* WORK TO COMPLETE *
Would you retype, word for word, the line with "You are a GUI" and each line after it to the end of the entries below, leaving the pictures out?
··· DATA TO EXAMINE
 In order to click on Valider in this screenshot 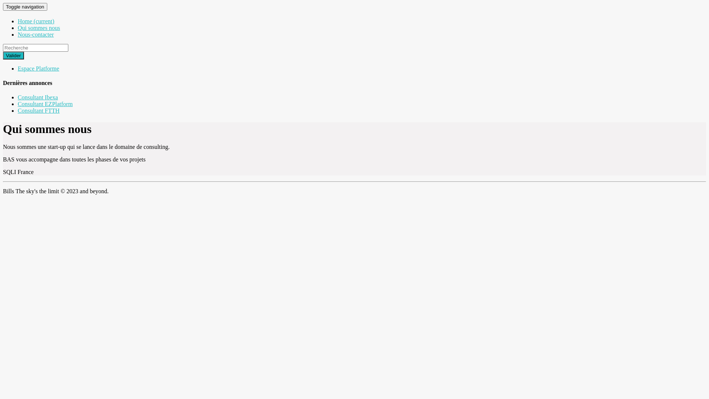, I will do `click(13, 55)`.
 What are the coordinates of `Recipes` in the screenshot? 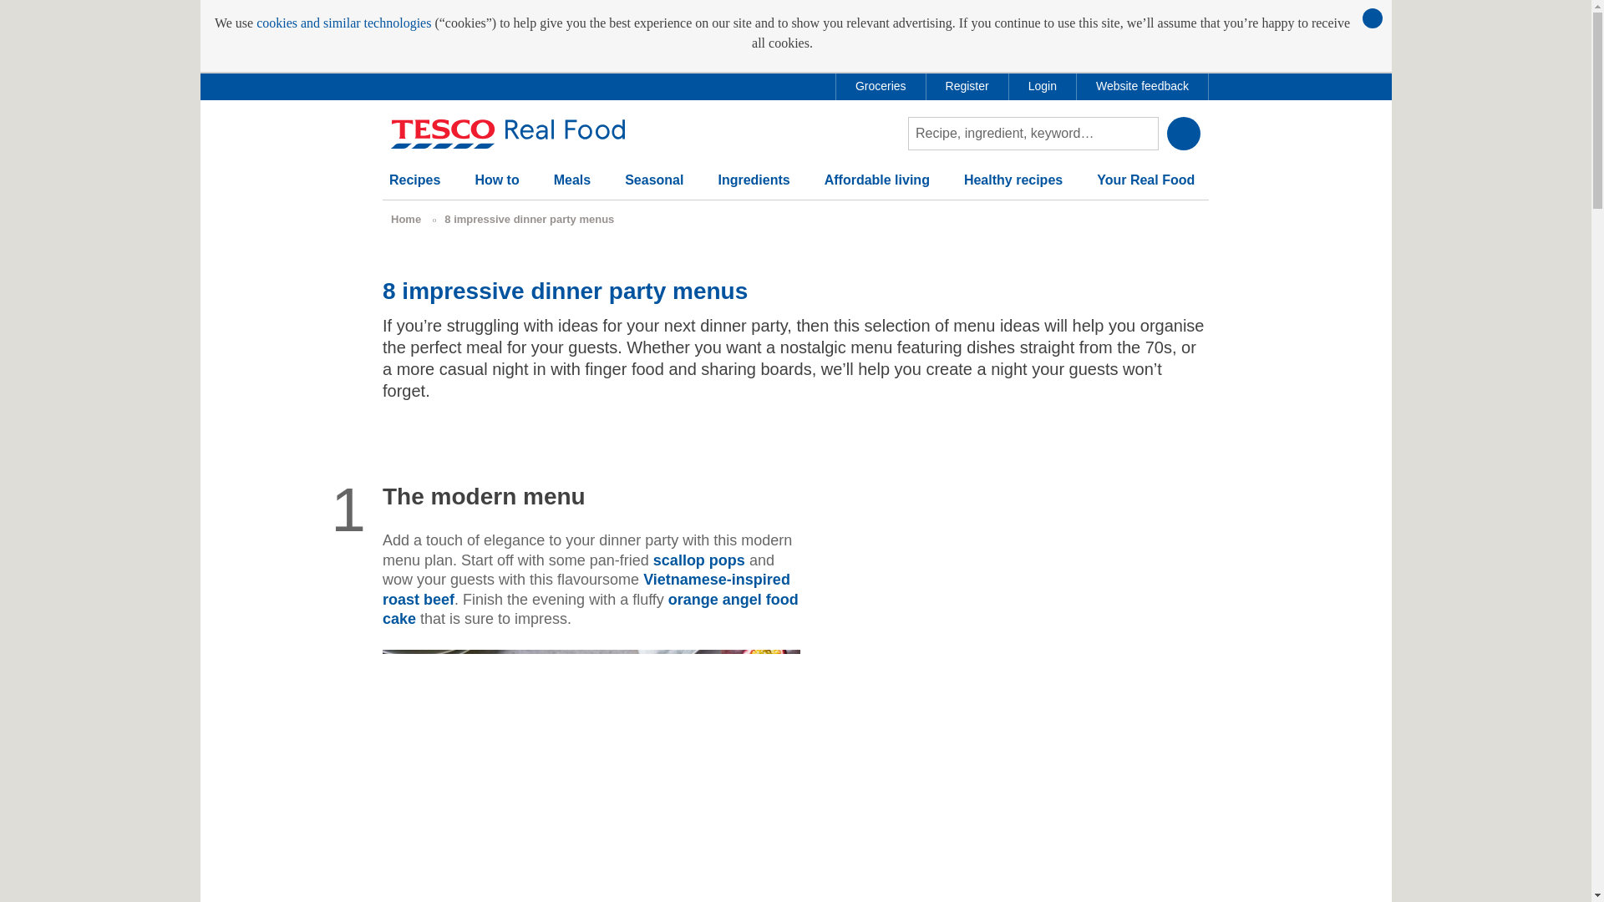 It's located at (414, 187).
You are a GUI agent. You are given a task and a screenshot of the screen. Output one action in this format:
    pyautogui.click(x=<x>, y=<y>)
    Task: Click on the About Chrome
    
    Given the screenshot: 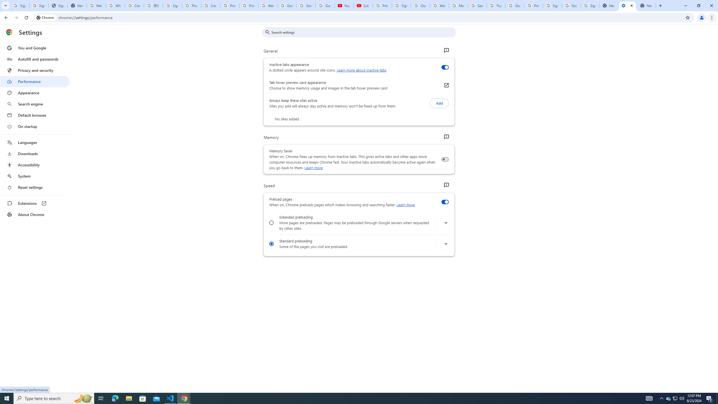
······
* ANSWER BELOW *
You are a GUI agent. You are given a task and a screenshot of the screen. Output one action in this format:
    pyautogui.click(x=<x>, y=<y>)
    Task: Click on the About Chrome
    
    Given the screenshot: 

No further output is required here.